[What you will do] Set down, word for word, only the lines from the start of the records through the line bearing "Task: Click on the New Listings"; include no pictures.

__________________________________________________

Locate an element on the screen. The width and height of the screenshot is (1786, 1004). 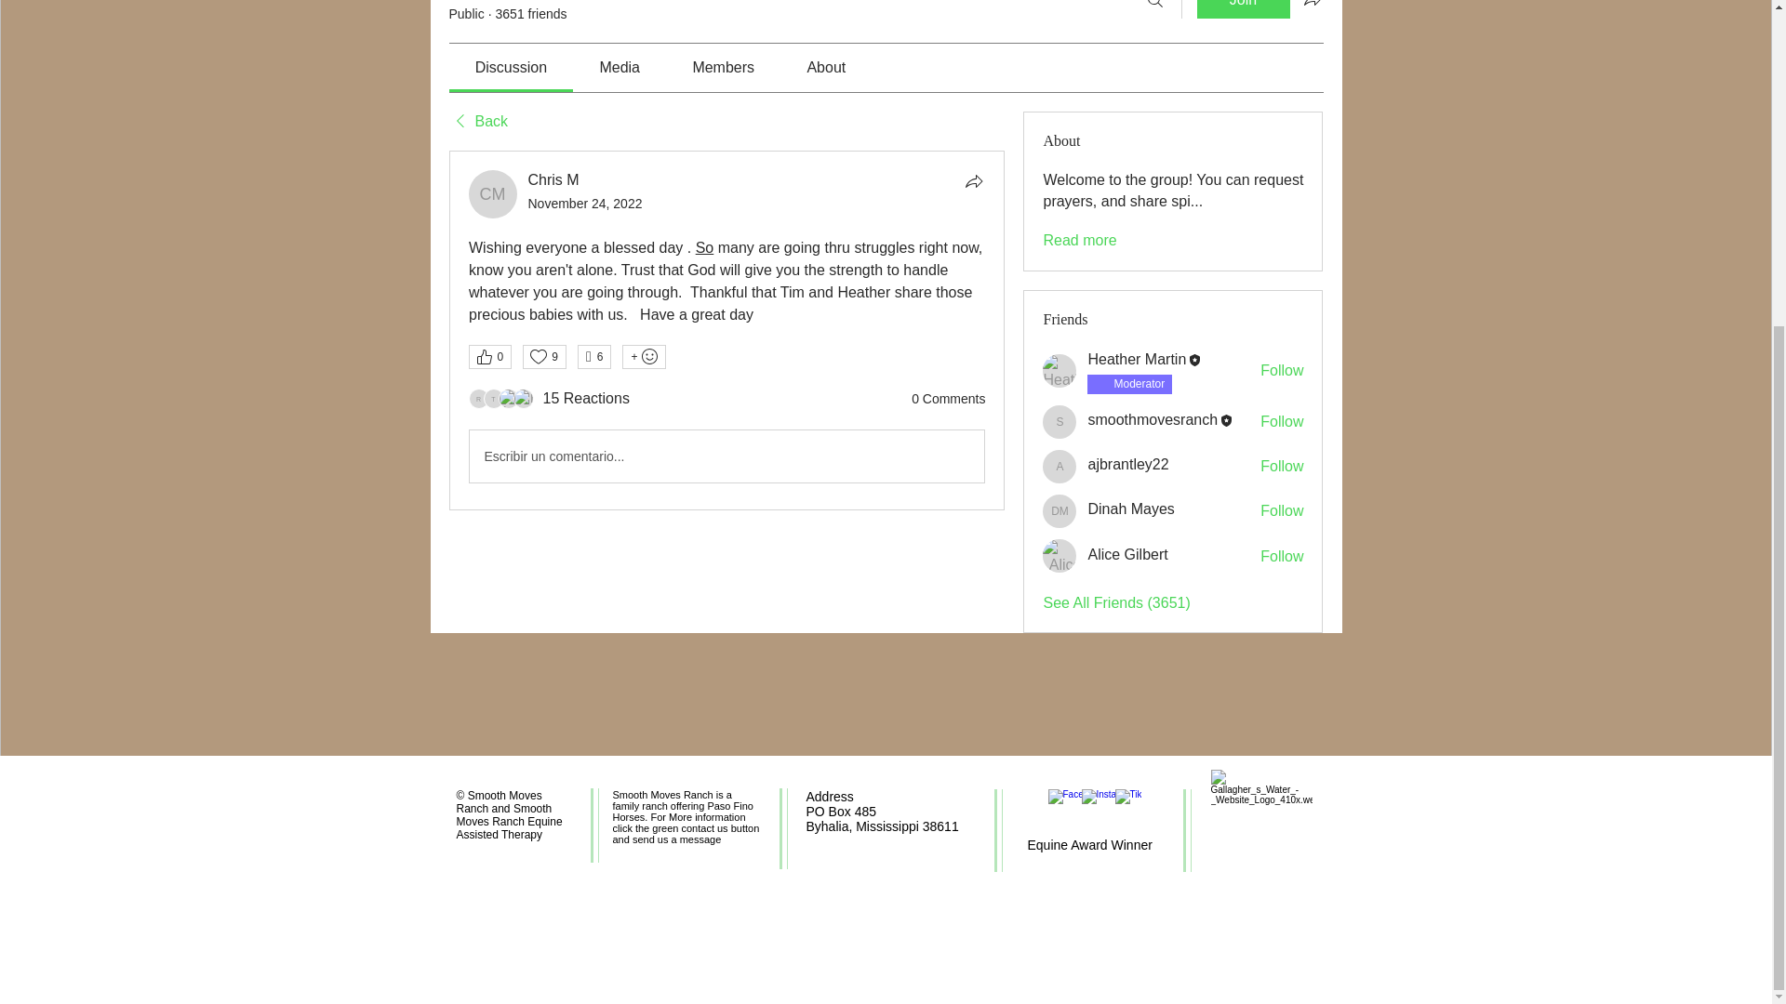
Robyn Crawford is located at coordinates (524, 398).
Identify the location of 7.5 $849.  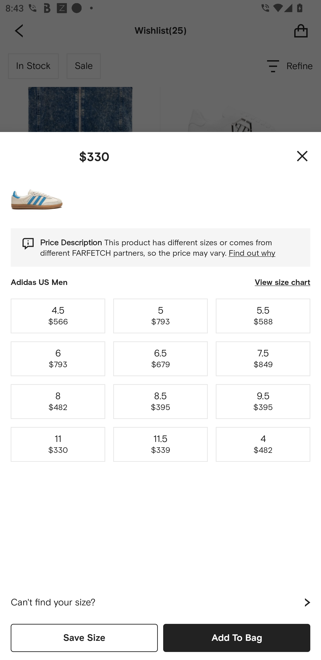
(263, 358).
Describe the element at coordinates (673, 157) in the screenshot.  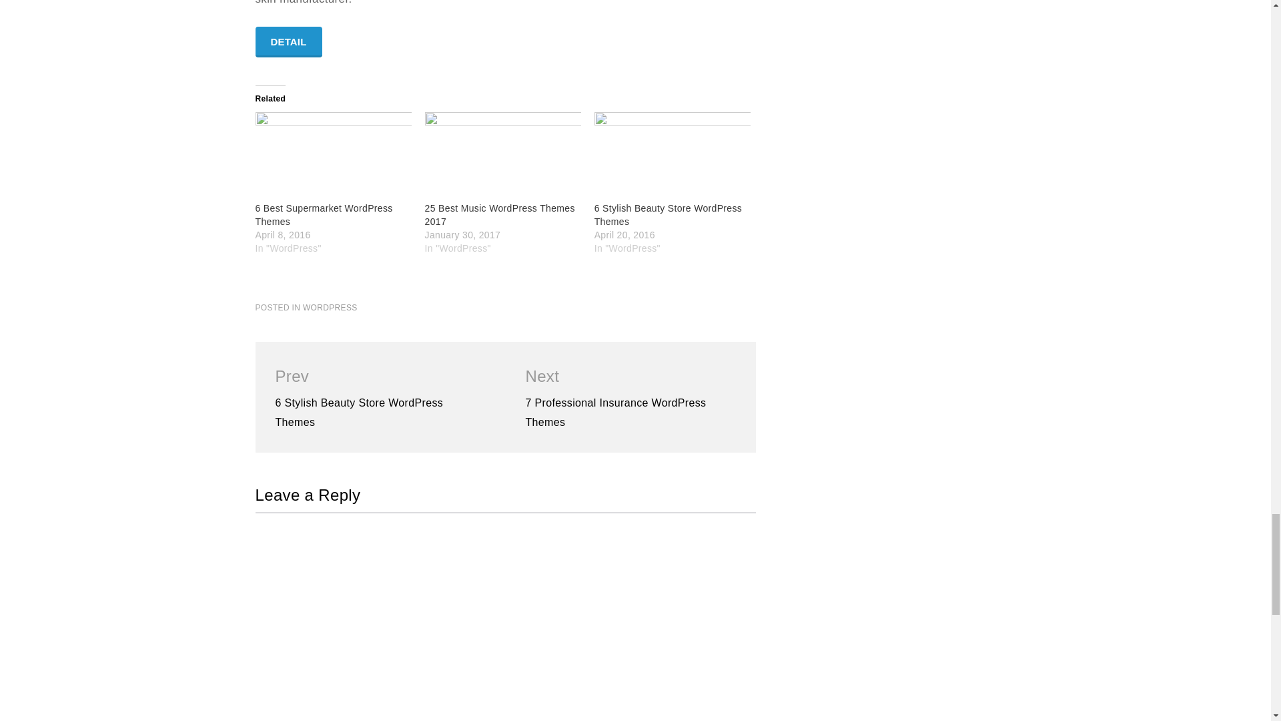
I see `6 Stylish Beauty Store WordPress Themes` at that location.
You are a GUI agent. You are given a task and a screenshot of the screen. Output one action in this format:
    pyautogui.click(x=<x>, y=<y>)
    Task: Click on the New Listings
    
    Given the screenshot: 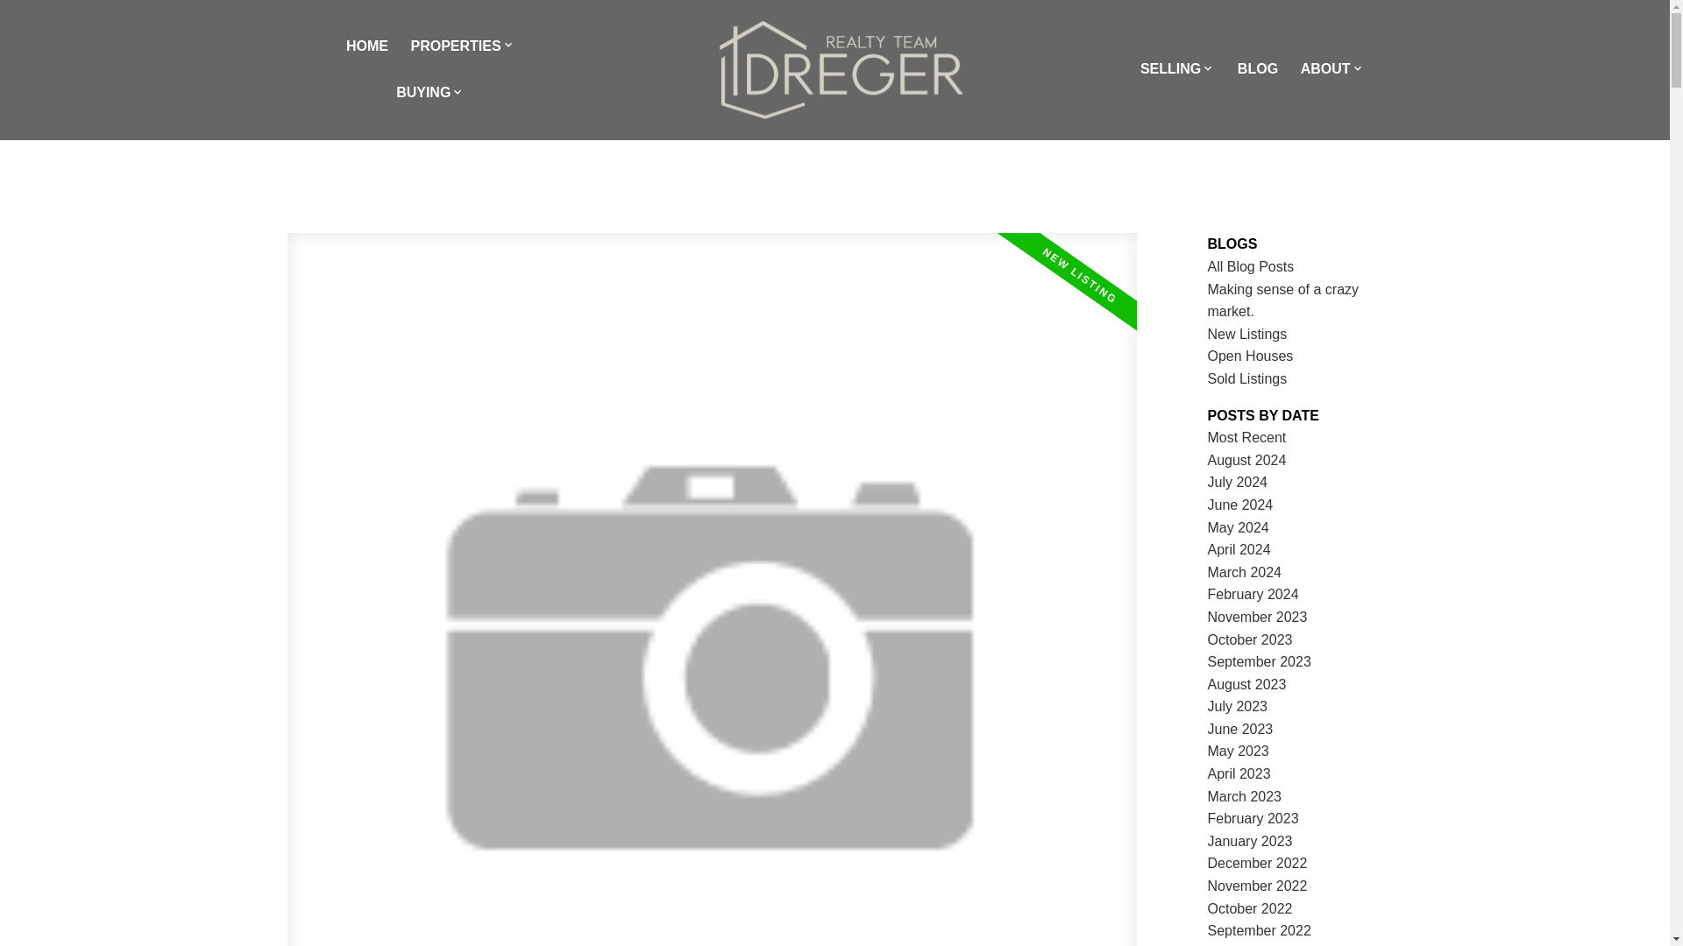 What is the action you would take?
    pyautogui.click(x=1247, y=333)
    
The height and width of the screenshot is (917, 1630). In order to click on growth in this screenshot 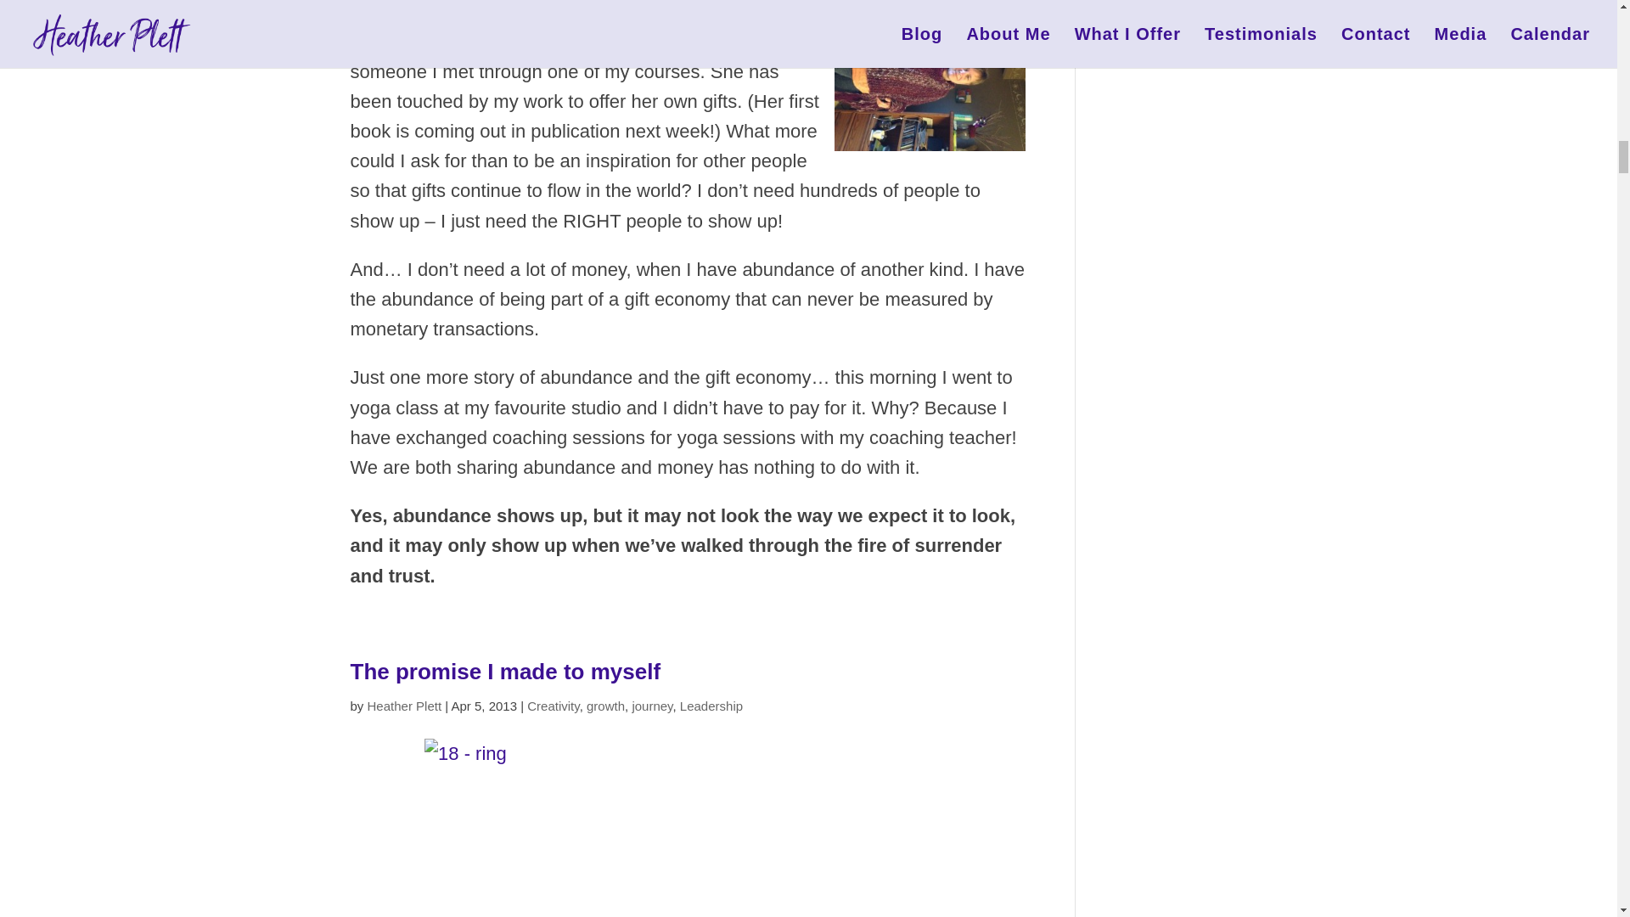, I will do `click(605, 706)`.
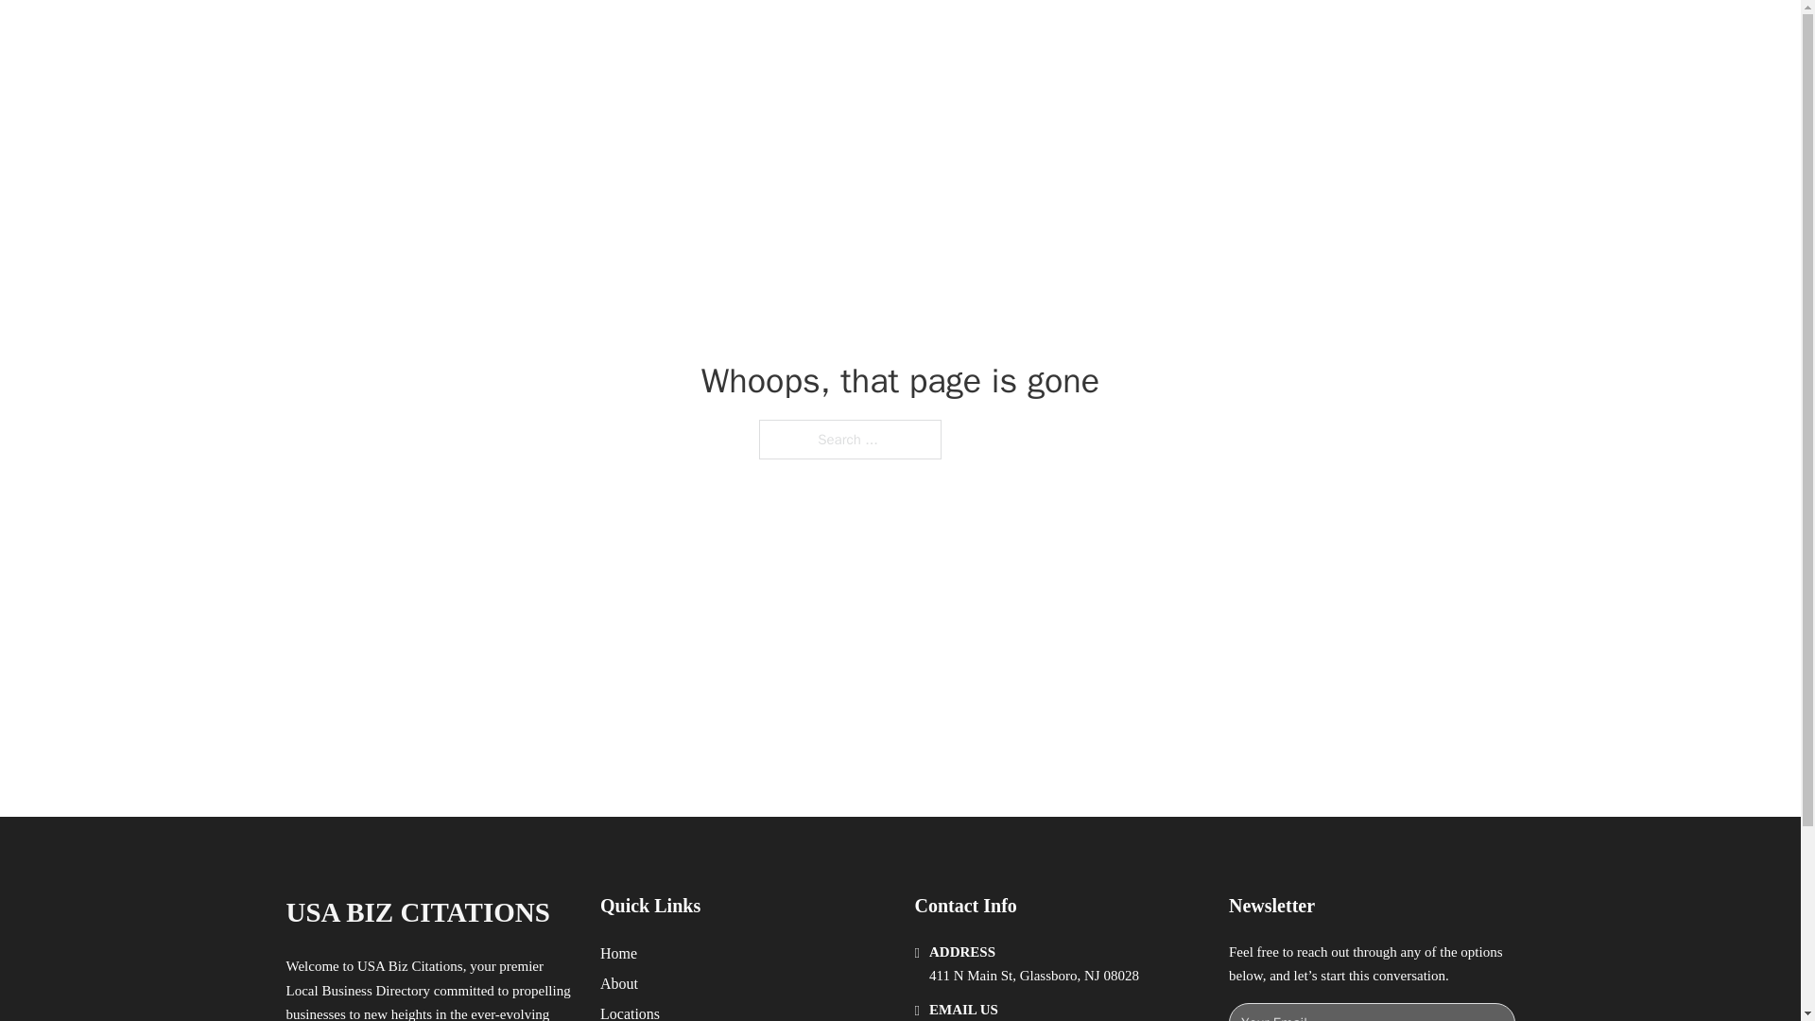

__________________________________________________

[Response area]
Locate an element on the screen. The width and height of the screenshot is (1786, 1004). 
Robyn Crawford is located at coordinates (524, 398).
Identify the location of 7.5 $849.  
(263, 358).
Describe the element at coordinates (673, 157) in the screenshot.  
I see `6 Stylish Beauty Store WordPress Themes` at that location.
You are a GUI agent. You are given a task and a screenshot of the screen. Output one action in this format:
    pyautogui.click(x=<x>, y=<y>)
    Task: Click on the New Listings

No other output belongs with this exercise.